Take These 3 Small Actions and Become a Magnet for Luck, Says Stanford Professor

How do you perceive luck? Many people believe that luck is something that comes when you don’t expect it. You only need to be at the right place and at the right time, nothing else.

Dr. Tina Seeling, an entrepreneurship professor at Stanford challenges you to take a new perspective on luck. After her experiment that lasted for 20 years observing people and analyzing what makes them lucky, she came to the conclusion that the luckiest people create luck by themselves. When she describes luck, she compares it to the wind, saying that sometimes it is a gentle breeze, and sometimes it is a windstorm. And just like the wind, you never know when and from where it comes.

Her advice to you is to build your own boat. That way you will be ready to feel and catch the luck more easily.

Don’t be afraid to take small risks

Seelig is coaching her students, showing them how to catch the luck when it blows their way. She is not an ordinary coach. Her advice is strategical and tactical.

You’ve probably heard many times in your life to not be afraid to take risks and to leave your comfort zone. But, Seeling will challenge you to also consider the risks that you will have to take if you want to open yourself to luck. Every person has to face a different challenge and take a different risk.

These risks can be taking very small steps just like the baby does when is learning how to walk. Or when a child is learning how to ride a bike: First he/she is riding a bike with training wheels, then is able to ride a two-wheeler. This change is not easy, as it requires taking risks and facing discomfort trying so many times in order to gain balance and feel confident enough to give up the training wheels.

Seelig gives her students a riskometer exercise. She asks them to rate the level of comfort they feel when they face an intellectual type of risk, physical type of risk, social, financial, political, emotional, or ethical.

After comparing the riskometers they’ve made, students realize that each one of them is different. She encourages them to take every risk that is very uncomfortable to them. For example, if you are shy and introverted, your challenge is to talk to a stranger.

These small risks don’t guarantee success. But with every step you make, you are closer to your aim. Seelig shares how she has succeeded to land her first book deal after taking the risk to start a conversation with the stranger who was sitting next to her on a plane. Someone will say that it was pure luck. But that book deal wouldn’t have happened if she had just ignored the person who was sitting next to her.

Even when you are rejected, show gratitude

Seelig as every happiness researcher, always emphasizes the importance of gratitude and appreciation. Don’t hesitate to show appreciation even when things are not the way you want to be. Try to feel thankfulness even when you are disappointed by the outcome. When your job application is refused, take a moment to reflect on what you have learned from that. Also, thank everyone who has helped you. As Seeling says, when someone helps you, that person is sacrificing his/her own time so that they can spend more time on you rather than on themselves. That is why is important to express gratitude towards those people.
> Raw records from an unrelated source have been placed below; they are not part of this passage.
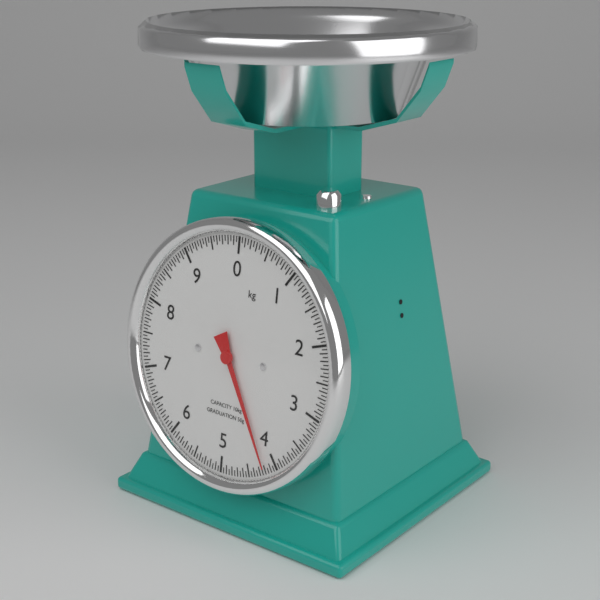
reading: 4.20 kg
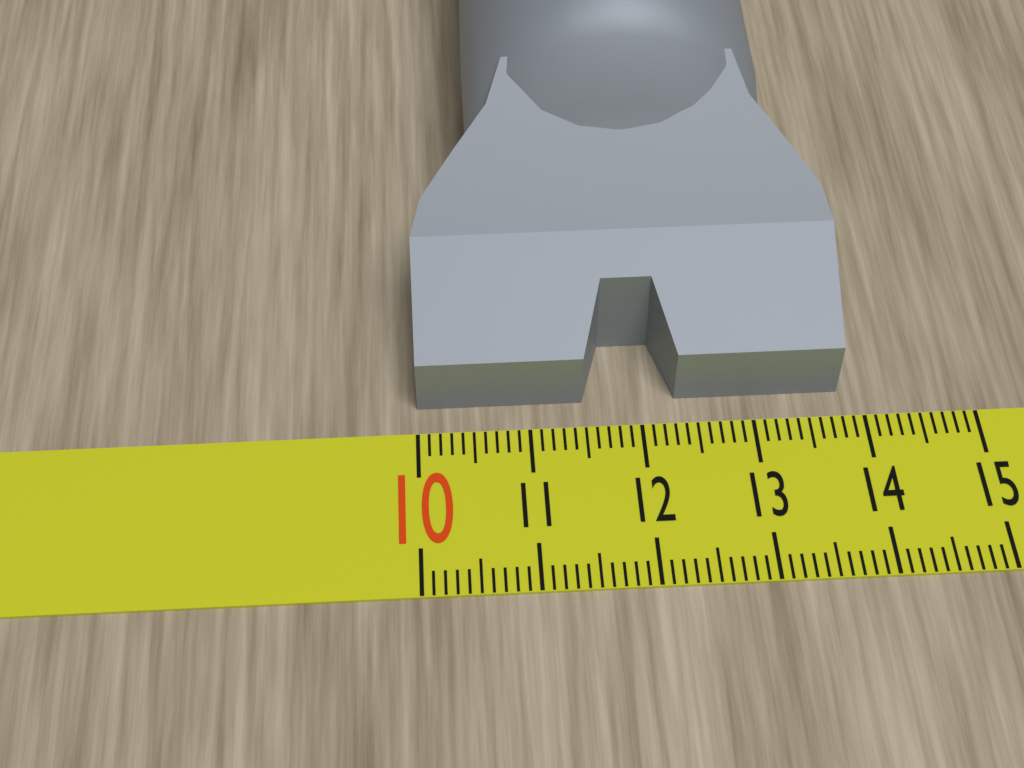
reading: 13.8 (no unit)
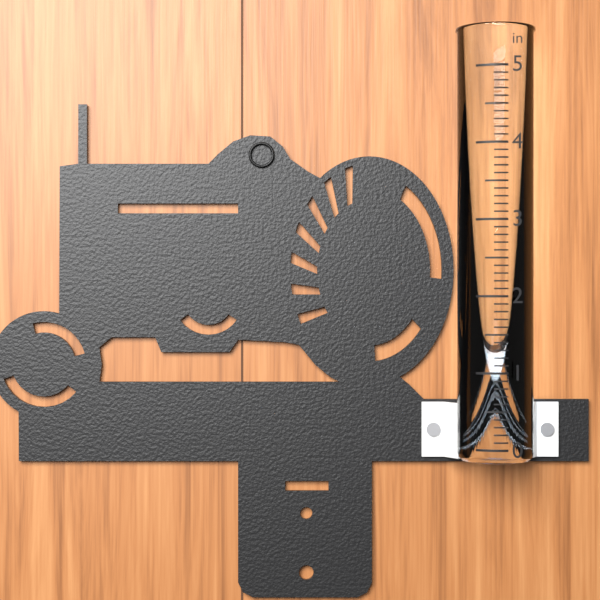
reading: 0.0 in
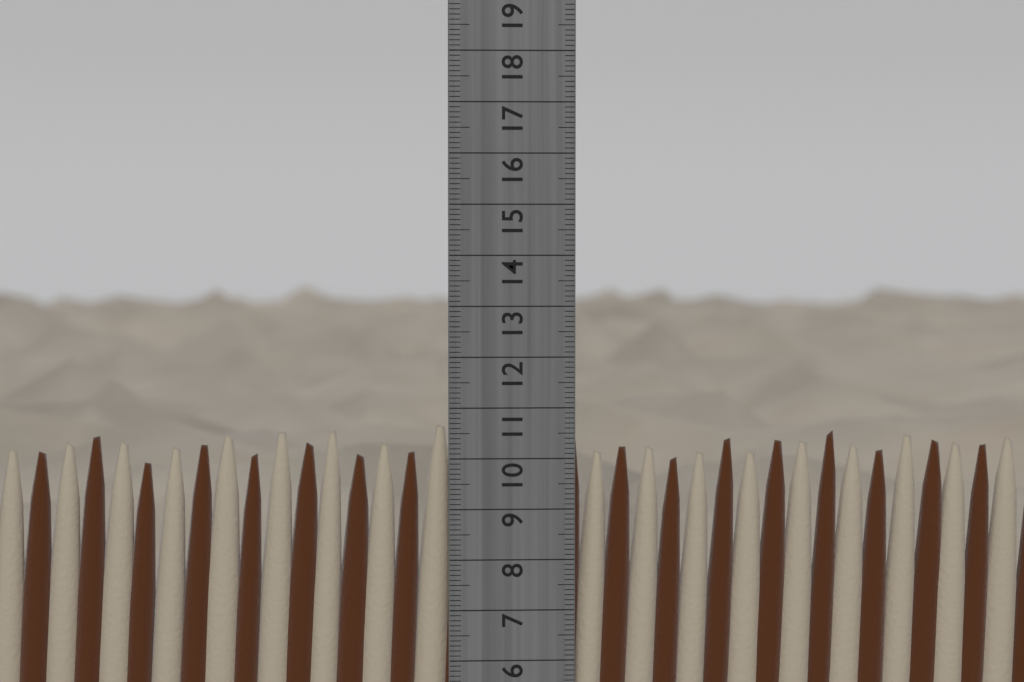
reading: 10.7 cm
Throughout her life, Seeling has realized that the key to make your own luck, is expressing gratitude, something that many people don’t do. At Stanford she leads some very competitive fellowship programs where many people are refused to get in. So, she often receives notes about complaining and asking for feedback. But, one note from her student Brian has taken her attention. After being rejected twice, he sent her a note that he wants to thank her because the application process has taught him so many things. She met with Brian and together they developed an independent study program. Even though he didn’t get into her fellowship program, he succeeded to create his own. Just because he said thank you even though he was rejected.

Every bad idea has a good seed

There is something good in every bad idea. You only need to try to find it. So, don’t worry if you have an idea that you are not sure whether it is worthy or not. Seelig believes that bad ideas don’t really exist. According to her, there is something extraordinary that can come out of every seemingly terrible idea. So, she encourages her students to always look at their bad ideas from a positive perspective.

If you want to be lucky in life, don’t be afraid to take risks and to be truly thankful even when you are disappointed. This will help you to build a safe boat so that you can catch the blowing luck.